11 - 26 February 2023
Through a fallen leaf in autumn, one can feel the beauty of the whole season; through the color of the fallen leaf, one can evoke the sadness of memory. These are the questions and feelings that I think an artist or creator cannot avoid. 
——Hao Wen
 
Self Portrait is the first photographic series that Hao Wen completed after moving to Germany in 2017. It is an intriguing title for a small series of six still lifes characterized by unremarkable objects and furnishings that appear hastily and cheaply assembled. The untidy pile of crumpled clothes might be more personal than other items, but the heap also suggests the clothing has been unceremoniously discarded. The coffee mug with the cat and dog motif might have been a gift, whereas the various plastic water bottles and charging cables might be found anywhere.

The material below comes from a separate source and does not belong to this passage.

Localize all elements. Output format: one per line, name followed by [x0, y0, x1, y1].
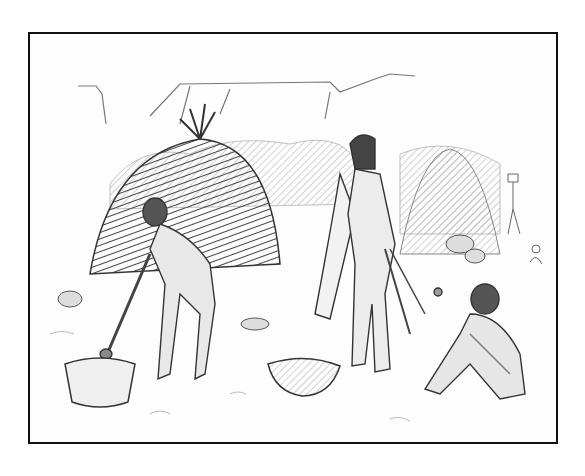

Apart from the ubiquitous technology which can be inferred form the charging cables and the TV there is nothing of material value or cultural significance in the apartment.
 
Hao Wen’s apartment may resemble other student accommodation or cheap furnished lettings but his photographic approach is highly specific. He uses a very shallow depth of field throughout the series drawing attention to minor details that seem to shift suddenly into focus. Juxtaposed with the narrow focal plane are large expanses of indistinctness or emptiness. The artificial light, the absence of doors and windows emphasize a sense of isolation. The contemplative quality of the image is reinforced by the static symmetry of the square picture format. On one hand the objects can be identified with daily routines such as undressing or drinking coffee and are integrated as visual elements in the pictorial space of the photograph. On the other, the shallow depth of field implies a heightened awareness at odds with routine everyday behavior and the focus singles out, almost separates, the elements from the rest of the composition. In Self Portrait Hao Wen strikes a delicate balancebetween the familiar everyday objects and abstract contemplation, daily life and spiritual detachment.
 
Hao Wen’s use of the photographic medium changes fundamentally from one series to the next reflecting the shift in his artistic interests. He doesn’t use a single style or visual language throughout his work but develops an entirely fresh approach to meet the challenges of each new project. His works are not merely radically different in technical or pictorial terms but also in his occasional use of video, text, installation and performance. In A Poem (2019) Hao Wen combines 24 black-and-white images taken during a car journey through China to the former residence of the eleventh century poet Su Dongpo with short texts in Chinese formulating his own doubts, emotions and hopes. Divided into four chapters the images and texts are printed on a single 10 meter scroll of paper, that is exhibited unrolled on a low table weighed down by traditional paperweights. Hao Wen’s journey unfolds like a road movie through contemporary China, juxtaposing building sites with temples, modern and traditional materials, natural and manmade elements. Different notions of time infuse A Poem, beginning with his use of the traditional paper scroll to contemplate the breakneck pace of change in modern China, creating a multitude of cultural historical perspectives. An ancient flat rock lying in a wavy sea of tall grass, a broken window in a deserted shop, washing drying in the sun, a huge mound of bulldozed earth, a landscape irrevocably altered by a vast building project. Time racing past. Time standing still. In their tranquility and contemplation, the images and texts in A Poem address change and transformation but also enduring poetic sensibilities.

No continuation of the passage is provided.